BioSci at 60: Mentorship, Then & Now

A look back, and ahead, at student support.

Pictured left to right: Stu Brody, Willie Brown, Sonya Neal ’07, and Don Helinski.

Mentorship means a lot to Willie Brown—the professor emeritus of cell and developmental biology credits his life’s path to a series of pivotal mentors throughout his journey, starting in the days of segregation. He paid this help forward in his career, serving as a devoted and longstanding mentor to generations of UC San Diego students.

The same goes today for Sonya Neal ’07—mentorship was critical to her success as a UC San Diego student and recently in joining the faculty in biology. She too is compelled to help others, as uncertainty and strife in 2020 prompted her to launch a bold new mentorship program that aims to shape scores of students’ lives.

As the Division of Biological Sciences celebrates its 60th anniversary, Brown and Neal discuss mentorship as a foundation of strength in their lives and a force to support students through the next 60 years.

What did mentorship look like when you were students?

Brown: My mentors set very strong examples for scholarship—they were clear about expectations, and they were good human beings as well. This was during the time of segregation and it was rough to go forward and get a job, and they knew that. But if you were serious, your professors took a lot of interest in you and made sure that you stayed on the right track. I have found over the years mentorship often comes down to three things—access, advocacy, and personal support—that make the most difference for a student.

Neal: I was a first-generation URM (underrepresented minority) student of mixed race—Black and Japanese. Just from sheer background alone, I was already at a disadvantage compared to a lot of my peers. I came here unprepared, but through some chance encounters and the right outreach programs, my mentors involved me in research and told me about grad school. I wouldn’t have taken that path without such guidance.

I was a single parent through grad school, helped very much by my mentor. Then, as a post-doc applying to become faculty, imposter syndrome was just bleeding inside me. Without my mentor, Professor Randy Hampton, I don’t think I’d have overcome that feeling. I just started building out a luminary team of mentors. To this day, I still use that resource.

Sonya, you and graduate student Tara Spencer launched the new Biology Undergraduate and Master’s Mentorship Program, or BUMMP. How did that start?

Neal: It stemmed from recent events, the racial unrest and the pandemic on top of that. I remember the day this past June—I came into the lab to put away an unsuccessful experiment and felt like I needed to talk to someone right then.
Tara happened to message me saying the same thing. It was coincidental, but essential. We talked about our frustrations, stresses in our research, and honestly, just being tired.

I said we need some type of program to help students in this same way but on a wider scale, and that hopefully could help improve the URM experience we both knew well. We envisioned a mentoring program within our division, and the administration and Dean Kit Pogliano were really enthusiastic about it. She and BioSci Development quickly helped us secure funding for the program.

By September, we had about 80 faculty signed up, 80 post-doc and grad students, and about 150 URM undergrad students and master’s students who have signed up as well. Never in my wildest dreams did I think that BUMMP would start off so strongly.

Willie, what are your thoughts?

Brown: I think it’s fantastic because that wasn’t really going on when I was around—such an emphasis on mentorship. In my day, and like Sonya said, these sort of relationships were coincidental, you had to stand out somehow. It’s great to see broad support like this made a priority. Where I helped students discover their potential and attract the attention of professors, programs like this could make such connections consistent and accessible.

What do you envision for mentorship and academia in the next 60 years?

Neal: I would love to see a shift in academic culture. To really address diversity and inclusion, we must change the way in which academic institutions are viewed as elitist and exclusionary. I hope our BUMMP program can be the start of that shift, and that 60 years from now, the notion of inclusion and support isn’t just coming from programs and initiatives but instilled in the broader academic culture, so folks from all different backgrounds can have access, find support, and thrive, thanks to the very nature of academia itself.

Some of professor Willie Brown’s early teaching mentors were also founding faculty—we talked to Stu Brody, Don Helinski, and Mel Simon about the early days of BioSci.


→ **What is being asked**
This exercise calls for all the entries that follow to be set down exactly, without their images.

Excerpts from a figure dataset
•••
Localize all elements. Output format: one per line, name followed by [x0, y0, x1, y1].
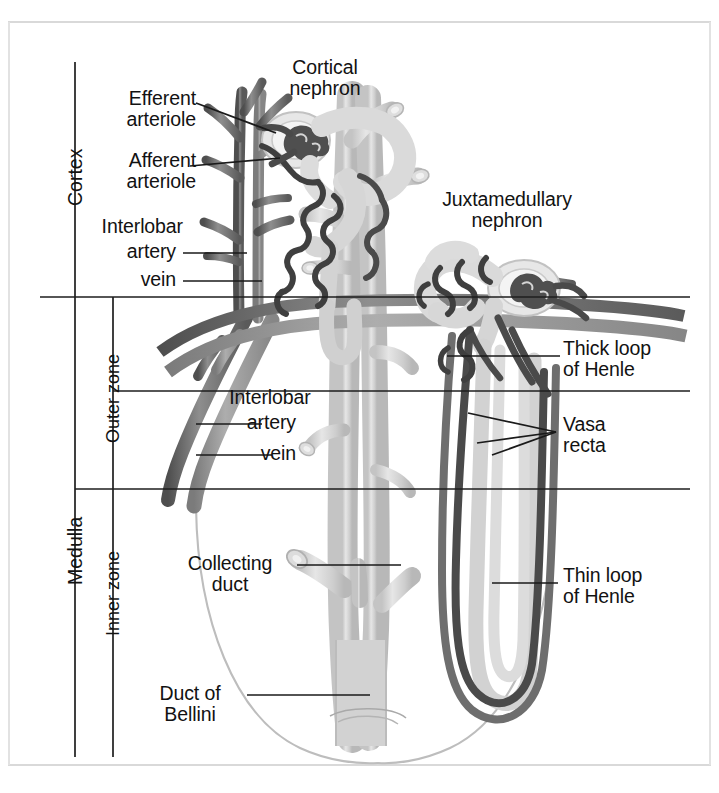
label-juxtamedullary-nephron: Juxtamedullary nephron — [412, 189, 602, 230]
label-collecting-duct: Collecting duct — [160, 553, 300, 594]
label-vasa-recta: Vasa recta — [563, 414, 683, 455]
label-interlobar-cortex: Interlobar — [68, 216, 183, 237]
label-efferent-arteriole: Efferent arteriole — [100, 88, 196, 129]
label-cortical-nephron: Cortical nephron — [260, 57, 390, 98]
axis-label-cortex: Cortex — [64, 149, 87, 206]
label-interlobar-medulla: Interlobar — [200, 387, 340, 408]
label-interlobar-cortex-vein: vein — [68, 269, 176, 290]
kidney-nephron-figure: Cortex Medulla Outer zone Inner zone Eff… — [0, 0, 719, 793]
label-duct-of-bellini: Duct of Bellini — [130, 683, 250, 724]
label-interlobar-medulla-vein: vein — [200, 443, 296, 464]
axis-label-inner-zone: Inner zone — [103, 551, 124, 636]
label-thick-loop-of-henle: Thick loop of Henle — [563, 338, 708, 379]
label-interlobar-cortex-artery: artery — [68, 241, 176, 262]
axis-label-medulla: Medulla — [64, 517, 87, 585]
axis-label-outer-zone: Outer zone — [103, 354, 124, 443]
label-thin-loop-of-henle: Thin loop of Henle — [563, 565, 708, 606]
label-interlobar-medulla-artery: artery — [200, 412, 296, 433]
label-afferent-arteriole: Afferent arteriole — [100, 150, 196, 191]
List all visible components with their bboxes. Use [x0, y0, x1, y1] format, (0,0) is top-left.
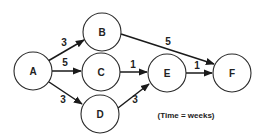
•••
→ **Response**
Localize all elements. Output format: one per line, name followed by [x0, y0, x1, y1].
label-juxtamedullary-nephron: Juxtamedullary nephron — [412, 189, 602, 230]
label-collecting-duct: Collecting duct — [160, 553, 300, 594]
label-vasa-recta: Vasa recta — [563, 414, 683, 455]
label-interlobar-cortex: Interlobar — [68, 216, 183, 237]
label-efferent-arteriole: Efferent arteriole — [100, 88, 196, 129]
label-cortical-nephron: Cortical nephron — [260, 57, 390, 98]
axis-label-cortex: Cortex — [64, 149, 87, 206]
label-interlobar-medulla: Interlobar — [200, 387, 340, 408]
label-interlobar-cortex-vein: vein — [68, 269, 176, 290]
kidney-nephron-figure: Cortex Medulla Outer zone Inner zone Eff… — [0, 0, 719, 793]
label-duct-of-bellini: Duct of Bellini — [130, 683, 250, 724]
label-interlobar-medulla-vein: vein — [200, 443, 296, 464]
axis-label-inner-zone: Inner zone — [103, 551, 124, 636]
label-thick-loop-of-henle: Thick loop of Henle — [563, 338, 708, 379]
label-interlobar-cortex-artery: artery — [68, 241, 176, 262]
axis-label-medulla: Medulla — [64, 517, 87, 585]
axis-label-outer-zone: Outer zone — [103, 354, 124, 443]
label-thin-loop-of-henle: Thin loop of Henle — [563, 565, 708, 606]
label-interlobar-medulla-artery: artery — [200, 412, 296, 433]
label-afferent-arteriole: Afferent arteriole — [100, 150, 196, 191]
List all visible components with their bboxes. Use [x0, y0, x1, y1] format, (0,0) is top-left.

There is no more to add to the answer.